Evolving media - Tools to help us build a new society

Tonight’s celebrations to mark the 50th anniversary of the first Late, Late Show reach back to a different time.

We’ve often been told that the past is a different country but looking back across that half-century, Ireland seems more a different planet than a different country.

Gay Byrne, The Late Late Show’s founding father, so often seemed like one of those early American wagon train captains portrayed by John Wayne or Kirk Douglas, leading enthusiastic if bewildered pilgrims through a wilderness to their imagined promised land. He cajoled and prodded, making Ireland less afraid of the world that had probably outstripped a pre-EU and determinedly insular Éire. Though he was sometimes groundbreaking — sometimes catty and horribly judgmental too — he had a ready and willing audience, an audience increasingly ill at ease with the orthodoxy of their day. He was the right person at the right place and at the right time to play a central role in reshaping this society. Essentially, he replaced the pulpit, so fierce in moulding the citizenry of this country — or, as we were collectively known, the flock — with Studio 1 in Montrose.

It seems impossible to imagine that any individual, even if they were to preside over a national broadcaster’s flagship programme for close on four decades, could enjoy or be given such sway today. The great media and information revolution has made the idea of an individual — or corporation even — having such power to influence seem quaint and far-fetched. Of course this is a good thing but there are consequences too, collateral damage if you like. Like any other generation living through a great revolution we cannot be sure of its cost or achievements. Like the Chinese minister said when asked about the outcomes of the French revolution, it’s far too early to say.

The Late Late has been replaced by a million bloggers, millions on Twitter, and many millions more on Facebook. These technologies have been revolutionary and facilitated revolution. The ongoing Arab Spring, the opposition to Putin’s presidency-for-life aspirations, and opposition to the more autocratic extremes of the Chinese government have all been challenged like never before through the media that have replaced Gay Byrne. This universal conversation has changed democratic politics and electioneering too. The sharpest example of this still remains the way in which Barack Obama’s campaign used social media to overcome all of the hatred and racism that allowed him be America’s first non-white president.

It is also the place where Lady Gaga offers gagahugs — think about sincerity here for a moment — and the milestones of adolescence are discussed if not yet passed.

It is a great, largely unfiltered tsunami of factoids and opinions, of agendas and lobbying, all fighting for space in the consciousness of media users. Like the wagon train without John Wayne, it can go anywhere but maybe not arrive anywhere either.

We are probably, or at least hopefully, coming to the end of the Wild West period of social media, where anyone can say more or less whatever they like about anyone and expect traction in whatever debate is at hand. We may be at a point where, if things go right, we could start anew — and this is a very old-fashioned idea to equate with maturing social media — a Renaissance in how we interact with each other, of how we tease out ideas and change society from the one our parents gave us to the one we will leave to our children.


**Assignment**
In the listing below, find every line with the string "notch" and pull it out.

**Input material**
======
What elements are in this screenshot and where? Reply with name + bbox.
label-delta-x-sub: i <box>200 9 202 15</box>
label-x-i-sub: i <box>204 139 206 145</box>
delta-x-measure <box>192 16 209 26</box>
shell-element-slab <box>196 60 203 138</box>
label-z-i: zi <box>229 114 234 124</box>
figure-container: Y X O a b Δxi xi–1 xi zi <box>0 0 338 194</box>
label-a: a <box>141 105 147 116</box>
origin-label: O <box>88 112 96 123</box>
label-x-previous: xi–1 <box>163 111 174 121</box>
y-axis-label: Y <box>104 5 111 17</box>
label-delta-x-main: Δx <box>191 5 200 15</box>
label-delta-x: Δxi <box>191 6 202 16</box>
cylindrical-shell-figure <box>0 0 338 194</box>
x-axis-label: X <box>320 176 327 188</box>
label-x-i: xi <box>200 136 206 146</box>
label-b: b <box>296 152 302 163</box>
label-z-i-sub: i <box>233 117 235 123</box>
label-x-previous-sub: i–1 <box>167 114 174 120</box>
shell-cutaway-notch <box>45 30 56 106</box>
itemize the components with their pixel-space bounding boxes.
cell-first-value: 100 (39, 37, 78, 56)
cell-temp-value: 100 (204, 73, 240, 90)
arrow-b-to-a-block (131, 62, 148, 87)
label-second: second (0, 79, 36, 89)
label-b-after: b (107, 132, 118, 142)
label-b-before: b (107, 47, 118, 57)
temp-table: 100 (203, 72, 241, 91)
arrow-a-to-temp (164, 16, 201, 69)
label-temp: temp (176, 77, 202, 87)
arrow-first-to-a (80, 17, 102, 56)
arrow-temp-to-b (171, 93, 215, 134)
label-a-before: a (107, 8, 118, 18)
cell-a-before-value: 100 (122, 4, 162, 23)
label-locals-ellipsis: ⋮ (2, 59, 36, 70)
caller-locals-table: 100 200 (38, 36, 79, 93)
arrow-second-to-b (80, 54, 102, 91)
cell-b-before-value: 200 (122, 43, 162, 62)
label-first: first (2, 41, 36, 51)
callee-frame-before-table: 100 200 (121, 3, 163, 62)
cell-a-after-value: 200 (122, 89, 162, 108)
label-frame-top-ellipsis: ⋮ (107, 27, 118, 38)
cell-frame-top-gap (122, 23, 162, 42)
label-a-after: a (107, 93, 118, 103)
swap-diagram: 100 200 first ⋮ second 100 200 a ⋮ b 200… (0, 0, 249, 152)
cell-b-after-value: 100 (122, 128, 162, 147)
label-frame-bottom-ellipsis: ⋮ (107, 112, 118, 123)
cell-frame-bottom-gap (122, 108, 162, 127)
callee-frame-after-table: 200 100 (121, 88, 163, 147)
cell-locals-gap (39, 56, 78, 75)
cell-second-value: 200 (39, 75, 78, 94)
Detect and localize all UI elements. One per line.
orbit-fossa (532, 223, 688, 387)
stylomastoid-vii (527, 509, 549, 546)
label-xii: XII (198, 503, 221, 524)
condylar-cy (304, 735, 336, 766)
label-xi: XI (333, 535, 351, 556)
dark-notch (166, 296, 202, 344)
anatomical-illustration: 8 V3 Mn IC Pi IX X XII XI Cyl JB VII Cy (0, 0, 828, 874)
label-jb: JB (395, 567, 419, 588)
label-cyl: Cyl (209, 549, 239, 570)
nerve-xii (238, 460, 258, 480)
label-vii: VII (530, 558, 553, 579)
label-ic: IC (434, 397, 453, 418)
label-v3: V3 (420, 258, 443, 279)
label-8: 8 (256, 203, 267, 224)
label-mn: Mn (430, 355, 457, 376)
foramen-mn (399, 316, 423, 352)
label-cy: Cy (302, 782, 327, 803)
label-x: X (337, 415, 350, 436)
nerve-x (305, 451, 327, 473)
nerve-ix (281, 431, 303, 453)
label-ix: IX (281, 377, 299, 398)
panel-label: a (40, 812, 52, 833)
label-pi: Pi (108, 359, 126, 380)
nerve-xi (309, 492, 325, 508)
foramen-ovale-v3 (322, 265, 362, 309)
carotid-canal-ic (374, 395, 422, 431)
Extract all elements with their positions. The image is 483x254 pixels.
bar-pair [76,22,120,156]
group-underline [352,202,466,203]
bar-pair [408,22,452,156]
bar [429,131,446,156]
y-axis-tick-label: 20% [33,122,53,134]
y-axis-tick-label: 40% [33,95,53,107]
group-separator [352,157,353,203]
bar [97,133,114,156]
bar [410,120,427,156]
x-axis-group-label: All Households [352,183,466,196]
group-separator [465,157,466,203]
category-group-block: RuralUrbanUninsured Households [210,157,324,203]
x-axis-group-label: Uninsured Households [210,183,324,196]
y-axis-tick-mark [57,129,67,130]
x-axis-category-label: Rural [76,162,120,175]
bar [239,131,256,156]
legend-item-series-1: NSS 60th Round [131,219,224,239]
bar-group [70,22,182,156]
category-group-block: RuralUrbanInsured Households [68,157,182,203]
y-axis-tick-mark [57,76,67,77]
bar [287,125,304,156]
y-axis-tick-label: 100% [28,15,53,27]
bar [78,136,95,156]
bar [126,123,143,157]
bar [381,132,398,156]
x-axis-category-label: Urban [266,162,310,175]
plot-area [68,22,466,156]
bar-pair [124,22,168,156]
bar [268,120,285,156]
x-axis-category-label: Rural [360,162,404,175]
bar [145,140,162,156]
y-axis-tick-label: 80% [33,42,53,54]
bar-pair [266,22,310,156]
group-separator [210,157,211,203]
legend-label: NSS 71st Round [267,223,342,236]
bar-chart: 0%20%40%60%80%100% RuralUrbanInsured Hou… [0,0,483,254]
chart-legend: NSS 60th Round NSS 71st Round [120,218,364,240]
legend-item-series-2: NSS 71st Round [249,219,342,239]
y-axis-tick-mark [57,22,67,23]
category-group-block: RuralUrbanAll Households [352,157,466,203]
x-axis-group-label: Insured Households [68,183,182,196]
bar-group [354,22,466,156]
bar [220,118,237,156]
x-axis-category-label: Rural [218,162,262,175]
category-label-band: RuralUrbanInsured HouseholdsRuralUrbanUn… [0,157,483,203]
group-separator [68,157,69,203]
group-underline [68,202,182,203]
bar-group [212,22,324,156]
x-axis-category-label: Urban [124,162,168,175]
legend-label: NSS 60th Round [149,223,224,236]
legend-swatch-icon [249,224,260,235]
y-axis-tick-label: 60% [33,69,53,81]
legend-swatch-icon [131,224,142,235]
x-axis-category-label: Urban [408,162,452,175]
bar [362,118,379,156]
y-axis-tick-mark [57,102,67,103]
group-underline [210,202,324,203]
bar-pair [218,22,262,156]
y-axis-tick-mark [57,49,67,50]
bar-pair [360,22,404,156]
======
**Answer to this problem**
shell-cutaway-notch <box>45 30 56 106</box>
dark-notch (166, 296, 202, 344)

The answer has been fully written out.